I had never seen her break down, and I was proportionately
moved; she sobbed, like a frightened child, over the extinction of her vogue
and the exhaustion of her vein. Her
little workroom seemed indeed a barren place to grow flowers, and I wondered,
in the after years (for she continued to produce and publish) by what desperate
and heroic process she dragged them out of the soil. I remember asking her on that occasion what
had become of Leolin, and how much longer she
intended to allow him to amuse himself at her cost. She rejoined with spirit, wiping her eyes,
that he was down at
"He HAS invented one," I said, "and he's paid every day of his life."
"What is it?" she asked, looking hard at the picture of the year; "Baby's Tub," near which we happened to be standing.
I hesitated a moment. "I myself will write a little story about it, and then you'll see."

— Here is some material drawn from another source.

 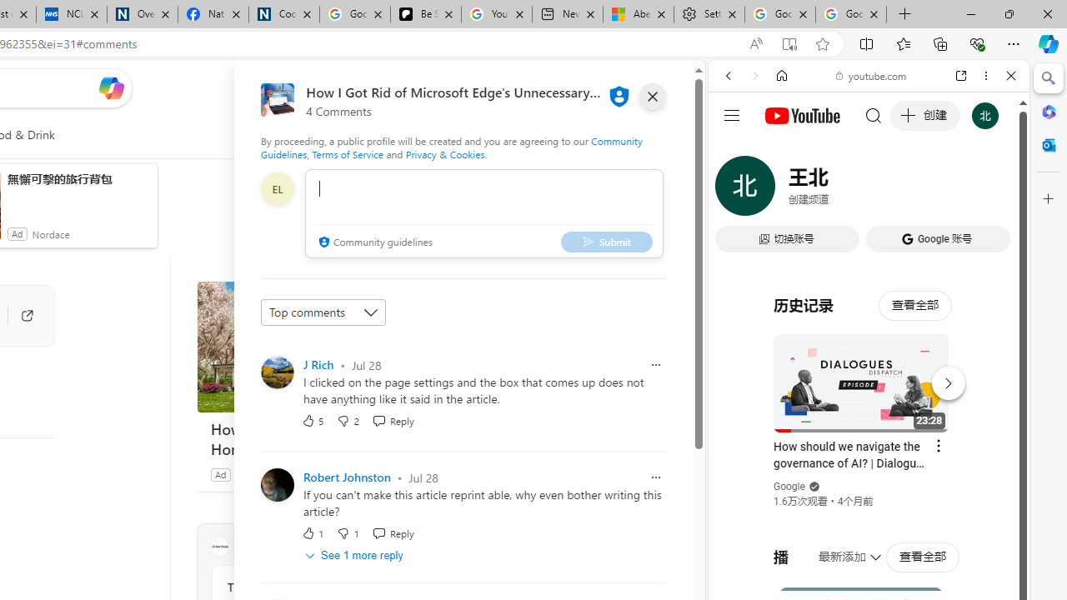 I want to click on Personalize, so click(x=407, y=135).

But she never saw; she had never seen anything, and she passed away with her fine blindness unimpaired. Her son published every scrap of scribbled paper that could be extracted from her table-drawers, and his sister quarrelled with him mortally about the proceeds, which showed that she only wanted a pretext, for they cannot have been great. I don't know what Leolin lives upon, unless it be on a queer lady many years older than himself, whom he lately married. The last time I met him he said to me with his infuriating smile: "Don't you think we can go a little further still--just a little?" HE really goes too far.